Silhouette of a person with a storm cloud head emitting lightning bolts over a rainy landscape

At times, I don’t want to be around people.

That feeling is more common than people admit, but the reason behind it matters a lot.

There’s a difference between:

Needing space to recharge (which is healthy), and wanting to withdraw from people entirely or often (which can signal something deeper).

More often than not, I feel better off unalive. I have envisioned my passing quite often. Anything I do is not good enough.

I feel that there are no options. No matter how much I try, it’s not good enough. The only reason I have not yet acted is the space between me and a bottle of drugs.

I feel used by people, and the relationships are based on what people can get from me.

These are times of my darkest thoughts. If I make it tomorrow, it is another day to survive.
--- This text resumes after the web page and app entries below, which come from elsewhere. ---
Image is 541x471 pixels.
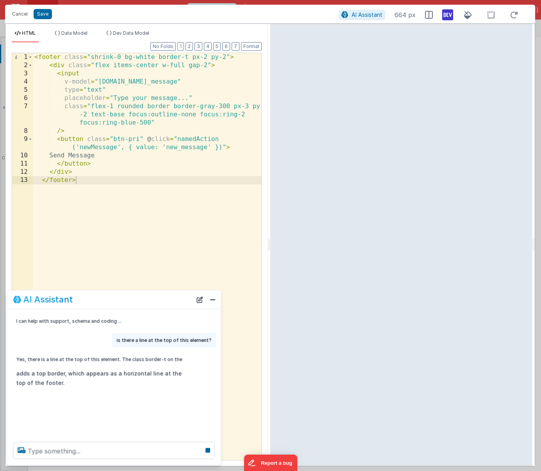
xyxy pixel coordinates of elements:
div: 1 [12,53,33,61]
button: New Chat [194,294,205,305]
button: Close [208,294,218,305]
button: 5 [213,42,221,51]
div: 9 [12,135,33,151]
span: HTML [22,30,36,36]
p: Yes, there is a line at the top of this element. The class border-t on the [16,355,191,363]
button: 2 [185,42,193,51]
div: 6 [12,94,33,102]
div: 11 [12,160,33,168]
button: No Folds [150,42,176,51]
div: 5 [12,86,33,94]
button: 7 [231,42,239,51]
div: 7 [12,102,33,127]
div: 12 [12,168,33,176]
p: is there a line at the top of this element? [117,336,212,344]
div: 13 [12,176,33,184]
div: 2 [12,61,33,69]
button: AI Assistant [338,10,385,20]
button: Format [241,42,262,51]
button: Save [34,9,52,19]
button: 3 [194,42,202,51]
iframe: Marker.io feedback button [244,454,297,471]
button: 6 [222,42,230,51]
footer: adds a top border, which appears as a horizontal line at the top of the footer. [16,369,191,387]
div: 3 [12,69,33,78]
h2: AI Assistant [23,295,73,304]
span: Dev Data Model [113,30,149,36]
div: 10 [12,151,33,160]
span: 664 px [394,10,415,20]
button: Cancel [8,9,32,20]
p: I can help with support, schema and coding ... [16,317,191,325]
button: 4 [204,42,212,51]
div: 8 [12,127,33,135]
span: AI Assistant [351,11,382,18]
button: 1 [177,42,184,51]
span: Data Model [61,30,87,36]
div: 4 [12,78,33,86]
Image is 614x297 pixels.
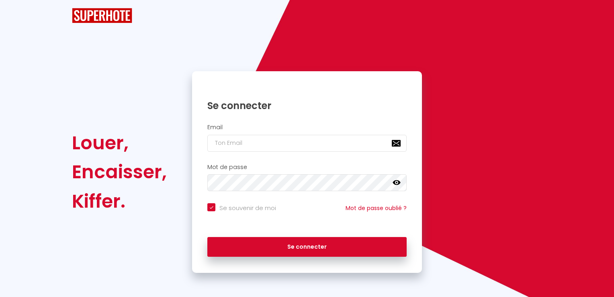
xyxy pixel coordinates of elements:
div: Louer, [72,128,167,157]
button: Se connecter [207,237,407,257]
h1: Se connecter [207,99,407,112]
div: Kiffer. [72,187,167,215]
h2: Email [207,124,407,131]
a: Mot de passe oublié ? [346,204,407,212]
input: Ton Email [207,135,407,152]
h2: Mot de passe [207,164,407,170]
div: Encaisser, [72,157,167,186]
img: SuperHote logo [72,8,132,23]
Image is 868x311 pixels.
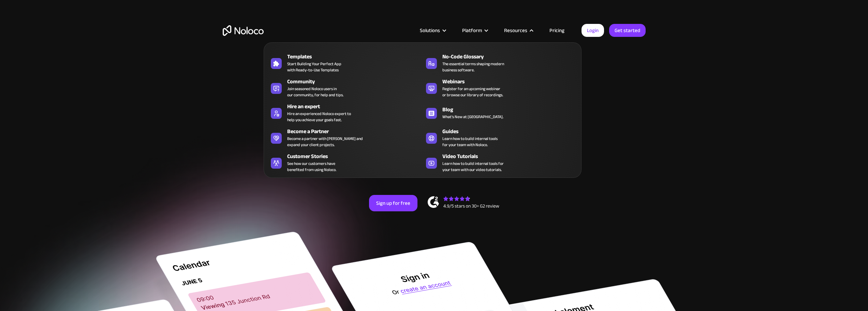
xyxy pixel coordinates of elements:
div: Templates [287,52,426,61]
span: What's New at [GEOGRAPHIC_DATA]. [442,114,503,120]
a: BlogWhat's New at [GEOGRAPHIC_DATA]. [423,101,577,124]
a: Video TutorialsLearn how to build internal tools foryour team with our video tutorials. [423,151,577,174]
a: CommunityJoin seasoned Noloco users inour community, for help and tips. [267,76,423,99]
a: Become a PartnerBecome a partner with [PERSON_NAME] andexpand your client projects. [267,126,423,150]
span: Learn how to build internal tools for your team with our video tutorials. [442,161,503,173]
a: TemplatesStart Building Your Perfect Appwith Ready-to-Use Templates [267,51,423,75]
div: Solutions [420,26,440,35]
span: Register for an upcoming webinar or browse our library of recordings. [442,86,503,98]
div: Webinars [442,78,581,86]
div: Platform [462,26,482,35]
div: Become a Partner [287,127,426,135]
div: Customer Stories [287,153,426,161]
div: Become a partner with [PERSON_NAME] and expand your client projects. [287,135,363,148]
a: No-Code GlossaryThe essential terms shaping modernbusiness software. [423,51,577,75]
div: Resources [504,26,527,35]
h2: Business Apps for Teams [223,87,645,142]
div: Hire an expert [287,102,426,111]
span: Start Building Your Perfect App with Ready-to-Use Templates [287,61,341,73]
a: Customer StoriesSee how our customers havebenefited from using Noloco. [267,151,423,174]
a: Hire an expertHire an experienced Noloco expert tohelp you achieve your goals fast. [267,101,423,124]
span: Join seasoned Noloco users in our community, for help and tips. [287,86,344,98]
div: Solutions [412,26,453,35]
a: Login [582,24,604,37]
a: Sign up for free [369,195,418,212]
a: Get started [609,24,645,37]
nav: Resources [264,33,582,178]
div: Guides [442,127,581,135]
div: Hire an experienced Noloco expert to help you achieve your goals fast. [287,111,351,123]
div: Community [287,78,426,86]
span: See how our customers have benefited from using Noloco. [287,161,336,173]
h1: Custom No-Code Business Apps Platform [223,75,645,81]
a: home [223,25,264,36]
div: Resources [495,26,541,35]
a: Pricing [541,26,573,35]
a: WebinarsRegister for an upcoming webinaror browse our library of recordings. [423,76,577,99]
a: GuidesLearn how to build internal toolsfor your team with Noloco. [423,126,577,150]
div: Platform [453,26,495,35]
span: The essential terms shaping modern business software. [442,61,504,73]
div: Blog [442,105,581,114]
div: Video Tutorials [442,153,581,161]
span: Learn how to build internal tools for your team with Noloco. [442,135,497,148]
div: No-Code Glossary [442,52,581,61]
There are still nights when the weight of everything feels unbearable—when the silence gets loud, and the thoughts return without warning. Nights simply making it to the next day feels like more than it should.
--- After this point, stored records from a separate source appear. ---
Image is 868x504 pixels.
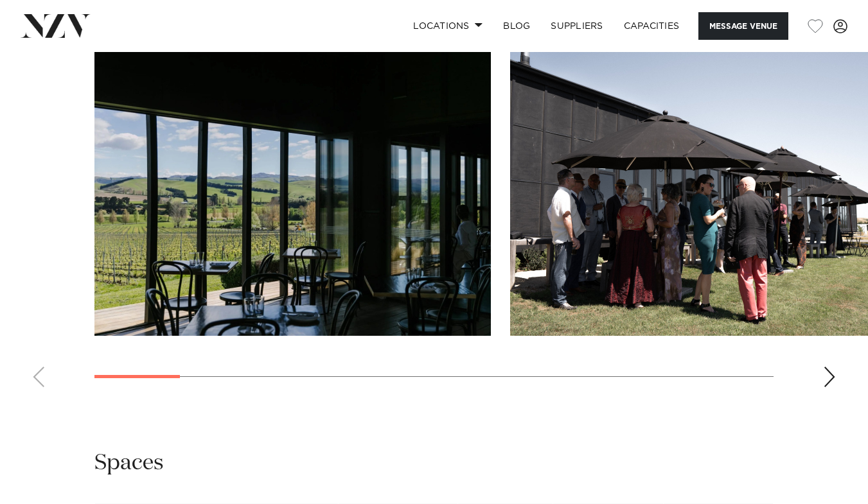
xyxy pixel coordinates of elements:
[94,449,164,477] h2: Spaces
[94,45,491,335] swiper-slide: 1 / 13
[540,12,613,40] a: SUPPLIERS
[493,12,540,40] a: BLOG
[698,12,788,40] button: Message Venue
[402,12,493,40] a: Locations
[21,14,90,37] img: nzv-logo.png
[613,12,690,40] a: Capacities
But I’ve come to understand something in those moments.

Surviving is nothing.

It may not look like progress. It may not feel like strength. But choosing to stay—when every part of you is tired, when your mind tells you there is no reason to—means something. More than most people will ever see.

I don’t have all the answers. There are still parts of my story that feel unfinished, parts of myself I am still trying to understand. And maybe that’s the truth of it—this isn’t a story about having it all figured out.

It’s about continuing, even when it doesn’t make sense.

Maybe tomorrow won’t be easier. Maybe the questions will still be there. But as long as I am here, there is still something unwritten.

And for now, that must be enough. Surviving another day is all I can do.